Being Yourself: Someone Wants to be a Poet
“It is clear that we must trust what is difficult; everything alive trusts in it, everything in Nature grows and defends itself any way it can and is spontaneously itself, tries to be itself at all costs and against all opposition.” – Rainer Maria Rilke
Recently while talking with a friend about writing I evoked a memory of an evening writing class I started in the Navy. We wrote the first evening submitting our pieces. In the second the instructor sat on her desk reading from our papers.
She cynically read the first line of mine with exasperation and incredulity stating “God! Someone wants to be a poet!” I stopped breathing. Rolling her eyes she threw my paper to the side of her desk for effect. I don’t remember the remainder of that evening’s class nor did I return to others. My first line concerned itself with a handmade wooden boat pulled high on the sands while yet buffeted by the waves of a rising tide, and the sounds of the surf and wind.
As I continued talking with my friend my neck began to hurt and stiffen and my throat tightened. In my mind’s eye I was watching images of ancestors on my mother’s side: they were inured to constraint upon constraint of their expression. I saw too my own history of constraints: In the seventh grade for example, the band teacher told me to put the sticks to my snare drum down and return to study hall as “I was having too much fun and not taking class seriously.” I did as he directed.
The Mystery is bent on changing us. Though not exclusively, we are changed by how we navigate difficulties. The late anthropologist Angeles Arrien said “Neither push to make things happen nor hold yourself back.” If we collapse in the face of difficulties, we are holding ourselves back. If we blame or attack, we are caught up in the folly of pushing to make things happen. Each response is self-defeating and disempowering. **
In each of my examples I collapsed. Proving we are more powerful than opposing forces never occurs through attacking, pushing-back, resisting, or collapsing. Rather, prevailing ensues from becoming a countervailing force equal to the opposition in each moment: neither pushing nor collapsing. Prevailing is standing in our relaxed sovereign power; it is being guided by non-ordinary forces informing the what and how of our next actions.
The seventh grade boy in band and the nineteen year old in the writing class were ill-prepared to do anything but collapse. They lacked a connection to Wisdom: They had unhealed ancestral, familial and personal injuries (Aka: difficulties) awaiting remedy. Collapsing in their respective circumstances was inevitable, of necessity; though painful their collapses were boons to later changes and healing.
The boards or timbers comprising the hulls of beached boats shrink leaving the boats devoid of buoyancy. For these boats to fulfill their purpose they need be submerged in water for extended periods. Only then may they be surfaced and placed in service. The waters and seas are feminine. At nineteen I was unaware of the absences of feminine nurturing in my upbringing; of her absences in the lives of my parents—and those before them, and those before them.
The crush of difficulties and our proper responses to them gives rise to gravitas—our soul weight—our rightly weighted keels ensuring our stability, our seaworthiness, and our capacities to counterbalance forces opposing us.
The lecturer, explorer and mystic Paul Richards reminds us that our power is assessed not in how hard a punch we can throw but rather in how hard a punch we can take. Being gracious, embodying an equanimity, consenting to and relaxing into the difficulties we face garners us greater ease in our lives. So too does being attuned and in touch with the Mystery. She provides clarity regarding what to do and how to do it. Being so attuned furthers our capacities in seeing and appreciating beauty—in our difficulties—and in all things. (Beauty is code for the feminine.)
The younger me, the one having too much fun in band unwittingly knew the rhythm of Life was something other than seriousness. The guy in the writing class was unaware of his deeper intent in taking the class: he wanted to learn to skipper his boat. Thanks to the selves I’ve been I am in open waters now reacquainting myself with non-ordinary Life rhythms.
I want a poetic life and to be myself. Both are more easily realized by being kind, generous, gracious and compassionate with my Self and others. Gratitude helps too. In the cycling repetitions of Beauty in the canon in which I find myself I ask—“How is the snare drum in Ravel’s Bolero?” https://www.youtube.com/watch?v=3KgpEru9lhw
* The Russian ballerina Ida Rubinstein commissioned Ravel’s Bolero, thus her painting by Valentin Servo.
** There are times of course when the Mystery demands that we fight for our lives or those of others. We know this. Let go of any beliefs standing between you and genuinely caring for, defending and preserving yourself and others in your care.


→ **What is required**
What is needed is an exact transcription of every record.

Figure dataset records:
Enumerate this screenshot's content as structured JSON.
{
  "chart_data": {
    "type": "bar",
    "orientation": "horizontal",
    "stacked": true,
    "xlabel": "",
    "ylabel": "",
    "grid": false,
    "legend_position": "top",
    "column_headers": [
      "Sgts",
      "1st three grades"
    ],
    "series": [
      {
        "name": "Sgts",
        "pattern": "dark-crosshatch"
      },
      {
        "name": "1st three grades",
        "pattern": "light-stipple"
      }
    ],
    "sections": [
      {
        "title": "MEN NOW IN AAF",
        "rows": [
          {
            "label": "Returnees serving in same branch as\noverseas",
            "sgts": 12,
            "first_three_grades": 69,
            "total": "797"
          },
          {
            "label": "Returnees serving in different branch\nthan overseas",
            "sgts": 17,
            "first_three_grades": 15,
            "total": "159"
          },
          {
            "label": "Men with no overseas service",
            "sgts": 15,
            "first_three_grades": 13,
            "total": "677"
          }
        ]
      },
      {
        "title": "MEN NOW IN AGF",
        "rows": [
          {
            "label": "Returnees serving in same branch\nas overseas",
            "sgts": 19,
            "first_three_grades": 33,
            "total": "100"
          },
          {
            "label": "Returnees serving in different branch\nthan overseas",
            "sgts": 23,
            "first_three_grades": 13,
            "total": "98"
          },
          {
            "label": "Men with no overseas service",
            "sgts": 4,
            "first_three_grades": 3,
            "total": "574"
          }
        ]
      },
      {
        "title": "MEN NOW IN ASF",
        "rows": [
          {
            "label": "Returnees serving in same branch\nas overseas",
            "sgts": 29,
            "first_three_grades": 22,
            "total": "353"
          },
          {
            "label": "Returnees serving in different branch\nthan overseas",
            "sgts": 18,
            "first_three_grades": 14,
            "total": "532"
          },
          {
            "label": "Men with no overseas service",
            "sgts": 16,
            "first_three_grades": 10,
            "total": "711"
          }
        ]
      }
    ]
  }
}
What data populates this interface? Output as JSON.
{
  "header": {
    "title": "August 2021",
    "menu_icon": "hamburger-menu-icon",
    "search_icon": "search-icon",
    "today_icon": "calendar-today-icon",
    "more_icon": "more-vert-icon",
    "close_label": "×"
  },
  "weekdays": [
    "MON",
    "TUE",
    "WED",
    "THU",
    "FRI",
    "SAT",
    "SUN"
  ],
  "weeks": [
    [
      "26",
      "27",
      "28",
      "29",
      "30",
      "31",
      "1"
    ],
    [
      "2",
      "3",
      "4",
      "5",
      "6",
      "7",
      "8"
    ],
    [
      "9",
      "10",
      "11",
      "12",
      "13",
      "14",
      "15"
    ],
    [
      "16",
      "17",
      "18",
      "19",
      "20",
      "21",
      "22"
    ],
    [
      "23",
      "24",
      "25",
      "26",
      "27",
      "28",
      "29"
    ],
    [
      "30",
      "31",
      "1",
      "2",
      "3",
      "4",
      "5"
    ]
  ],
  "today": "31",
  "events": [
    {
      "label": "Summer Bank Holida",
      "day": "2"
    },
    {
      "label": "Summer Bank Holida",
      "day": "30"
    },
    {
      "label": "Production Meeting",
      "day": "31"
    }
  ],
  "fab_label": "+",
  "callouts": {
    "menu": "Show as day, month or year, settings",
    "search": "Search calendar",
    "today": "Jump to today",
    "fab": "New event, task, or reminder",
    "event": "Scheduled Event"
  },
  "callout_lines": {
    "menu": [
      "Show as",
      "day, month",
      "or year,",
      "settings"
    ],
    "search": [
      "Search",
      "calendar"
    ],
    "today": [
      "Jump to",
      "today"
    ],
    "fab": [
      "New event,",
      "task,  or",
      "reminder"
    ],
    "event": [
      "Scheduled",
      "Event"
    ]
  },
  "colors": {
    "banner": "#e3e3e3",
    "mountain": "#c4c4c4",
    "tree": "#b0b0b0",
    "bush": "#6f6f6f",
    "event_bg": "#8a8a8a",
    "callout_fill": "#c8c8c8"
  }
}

→ **Output of the exercise**
Enumerate this screenshot's content as structured JSON.
{
  "chart_data": {
    "type": "bar",
    "orientation": "horizontal",
    "stacked": true,
    "xlabel": "",
    "ylabel": "",
    "grid": false,
    "legend_position": "top",
    "column_headers": [
      "Sgts",
      "1st three grades"
    ],
    "series": [
      {
        "name": "Sgts",
        "pattern": "dark-crosshatch"
      },
      {
        "name": "1st three grades",
        "pattern": "light-stipple"
      }
    ],
    "sections": [
      {
        "title": "MEN NOW IN AAF",
        "rows": [
          {
            "label": "Returnees serving in same branch as\noverseas",
            "sgts": 12,
            "first_three_grades": 69,
            "total": "797"
          },
          {
            "label": "Returnees serving in different branch\nthan overseas",
            "sgts": 17,
            "first_three_grades": 15,
            "total": "159"
          },
          {
            "label": "Men with no overseas service",
            "sgts": 15,
            "first_three_grades": 13,
            "total": "677"
          }
        ]
      },
      {
        "title": "MEN NOW IN AGF",
        "rows": [
          {
            "label": "Returnees serving in same branch\nas overseas",
            "sgts": 19,
            "first_three_grades": 33,
            "total": "100"
          },
          {
            "label": "Returnees serving in different branch\nthan overseas",
            "sgts": 23,
            "first_three_grades": 13,
            "total": "98"
          },
          {
            "label": "Men with no overseas service",
            "sgts": 4,
            "first_three_grades": 3,
            "total": "574"
          }
        ]
      },
      {
        "title": "MEN NOW IN ASF",
        "rows": [
          {
            "label": "Returnees serving in same branch\nas overseas",
            "sgts": 29,
            "first_three_grades": 22,
            "total": "353"
          },
          {
            "label": "Returnees serving in different branch\nthan overseas",
            "sgts": 18,
            "first_three_grades": 14,
            "total": "532"
          },
          {
            "label": "Men with no overseas service",
            "sgts": 16,
            "first_three_grades": 10,
            "total": "711"
          }
        ]
      }
    ]
  }
}
What data populates this interface? Output as JSON.
{
  "header": {
    "title": "August 2021",
    "menu_icon": "hamburger-menu-icon",
    "search_icon": "search-icon",
    "today_icon": "calendar-today-icon",
    "more_icon": "more-vert-icon",
    "close_label": "×"
  },
  "weekdays": [
    "MON",
    "TUE",
    "WED",
    "THU",
    "FRI",
    "SAT",
    "SUN"
  ],
  "weeks": [
    [
      "26",
      "27",
      "28",
      "29",
      "30",
      "31",
      "1"
    ],
    [
      "2",
      "3",
      "4",
      "5",
      "6",
      "7",
      "8"
    ],
    [
      "9",
      "10",
      "11",
      "12",
      "13",
      "14",
      "15"
    ],
    [
      "16",
      "17",
      "18",
      "19",
      "20",
      "21",
      "22"
    ],
    [
      "23",
      "24",
      "25",
      "26",
      "27",
      "28",
      "29"
    ],
    [
      "30",
      "31",
      "1",
      "2",
      "3",
      "4",
      "5"
    ]
  ],
  "today": "31",
  "events": [
    {
      "label": "Summer Bank Holida",
      "day": "2"
    },
    {
      "label": "Summer Bank Holida",
      "day": "30"
    },
    {
      "label": "Production Meeting",
      "day": "31"
    }
  ],
  "fab_label": "+",
  "callouts": {
    "menu": "Show as day, month or year, settings",
    "search": "Search calendar",
    "today": "Jump to today",
    "fab": "New event, task, or reminder",
    "event": "Scheduled Event"
  },
  "callout_lines": {
    "menu": [
      "Show as",
      "day, month",
      "or year,",
      "settings"
    ],
    "search": [
      "Search",
      "calendar"
    ],
    "today": [
      "Jump to",
      "today"
    ],
    "fab": [
      "New event,",
      "task,  or",
      "reminder"
    ],
    "event": [
      "Scheduled",
      "Event"
    ]
  },
  "colors": {
    "banner": "#e3e3e3",
    "mountain": "#c4c4c4",
    "tree": "#b0b0b0",
    "bush": "#6f6f6f",
    "event_bg": "#8a8a8a",
    "callout_fill": "#c8c8c8"
  }
}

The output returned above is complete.